Filipino actress Jaclyn Jose bagged the best actress at the Cannes film festival for her mesmerizing performance as a slum matriarch who falls prey to corrupt police.
Jaclyn Jose joins an elite club of previous Best Actress awardees including Hollywood stars Meryl Streep, Helen Mirren, Sally Field, Julianne Moore, Juliette Binoche, Kirsten Dunst, Holly Hunter, Barbara Hershey, Jill Clayburgh, Betty Davies and Susan Heyward.
Jose beat a tough list of best actress nominees Isabelle Huppert, French star of Paul Verhoeven’s revenge fantasy “Elle”; Sandra Huller, the female lead of the German comedy “Toni Erdmann”; American ingenue Elle Fanning, for the controversial supermodel cannibal film “The Neon Demon”; and Ruth Negga, the Ethiopian-Irish star of the interracial romance drama “Loving”.
A tearful Jose said she was “so surprised” as she took to the stage to accept the award for her role in Ma’ Rosa by acclaimed director Brillante Mendoza.
She said she had to forget everything she learned in her 30 years in the business for the role as a sweetshop owner and small-time drug dealer in Ma’ Rosa.
“The biggest challenge for me was not to act. Especially since I am coming from television shows where I play loud and campy characters,” she told reporters.
The 52-year-old said she had to “tone everything down to zero” – even performing without makeup on for the stark, realistic presentation of the Philippine slums favored by Mendoza.
It is a dramatic change from her regular job, playing a spoiled, rich woman in the popular Filipino TV soap opera, The Millionaire’s Wife.
Variety magazine praised Jose for the “naturalistic grace” of her film performance, playing the matriarch of a family struggling to survive amid squalor.
The daughter of a Filipina mother and a largely absent American serviceman father, Jose first became famous in Philippine showbiz circles for her ethereal beauty.
But she has proven to be a versatile and hard-working actress, starring in dramas, comedies, horror stories, romances and television soap operas.
She has won numerous acting awards in her native country and acted for some of its most prestigious filmmakers.
She appeared in Mendoza’s first movie The Masseur 11 years ago and also his dramaSerbis, which competed in Cannes in 2008.
In a quick interview aired on TV Festival de Cannes, Jaclyn spoke about her victory and how much this moment meant to her.
“I am so thankful to Brillante Mendoza,” the veteran actress said. “I did not [expect]. I just want to come here and be with my daughter and walk the red carpet.
“I was just sitting there watching the stage how nice it… is and how come in the Philippines we can’t make this, just these simple things and then they call my name. So I got surprised. I’m so happy really, really,” Jaclyn added. “ But of course I’m proud so proud of our film. We just don’t know how the people would react or will like our film but us, we know that we did our best and we know that we have a good film.”
Previous major acting prizes in A-list festivals won by Filipinos were the best actress triumphs of Nora Aunor for “The Flor Contemplacion Story” in Cairo in 1995 and Eugene Domingo for “Barber’s Tales” in Tokyo in 2013.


AIM OF THE TASK> The required output is the lines below from the line containing "This screenshot has" to the line containing "pixels, height=463 pixels.", inclusive, retyped exactly. No other lines belong in it.

DATA FOR THIS TASK>
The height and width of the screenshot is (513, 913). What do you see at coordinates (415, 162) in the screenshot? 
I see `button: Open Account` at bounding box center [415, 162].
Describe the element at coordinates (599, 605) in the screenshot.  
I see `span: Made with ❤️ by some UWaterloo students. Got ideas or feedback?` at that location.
---
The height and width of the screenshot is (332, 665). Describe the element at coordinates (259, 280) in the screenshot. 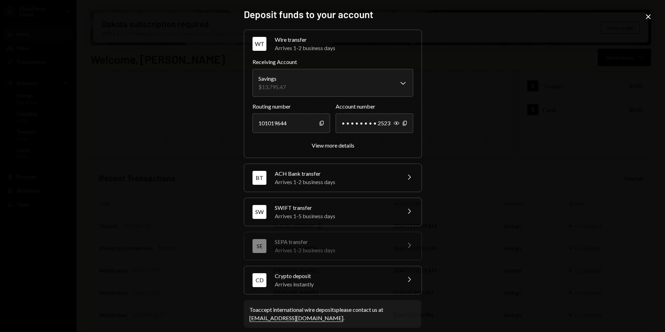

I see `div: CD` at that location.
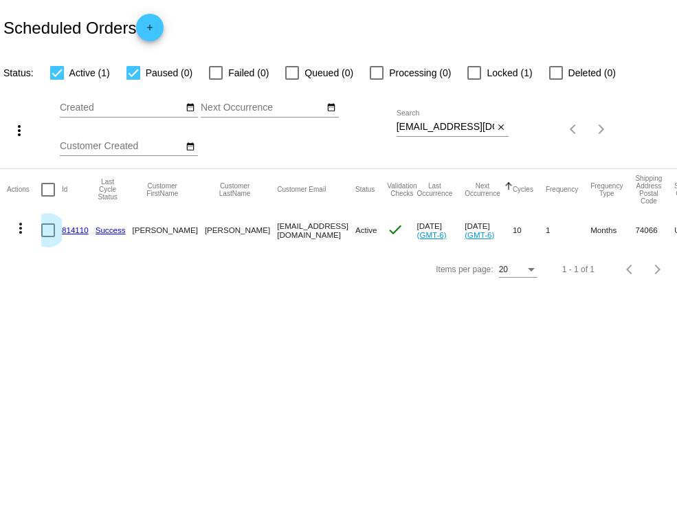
---
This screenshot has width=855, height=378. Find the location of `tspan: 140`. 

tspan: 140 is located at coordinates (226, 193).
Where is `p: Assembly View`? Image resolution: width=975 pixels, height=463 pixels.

TASK RESPONSE>
This screenshot has width=855, height=378. Find the location of `tspan: 140`. 

tspan: 140 is located at coordinates (226, 193).
Where is `p: Assembly View`? Image resolution: width=975 pixels, height=463 pixels.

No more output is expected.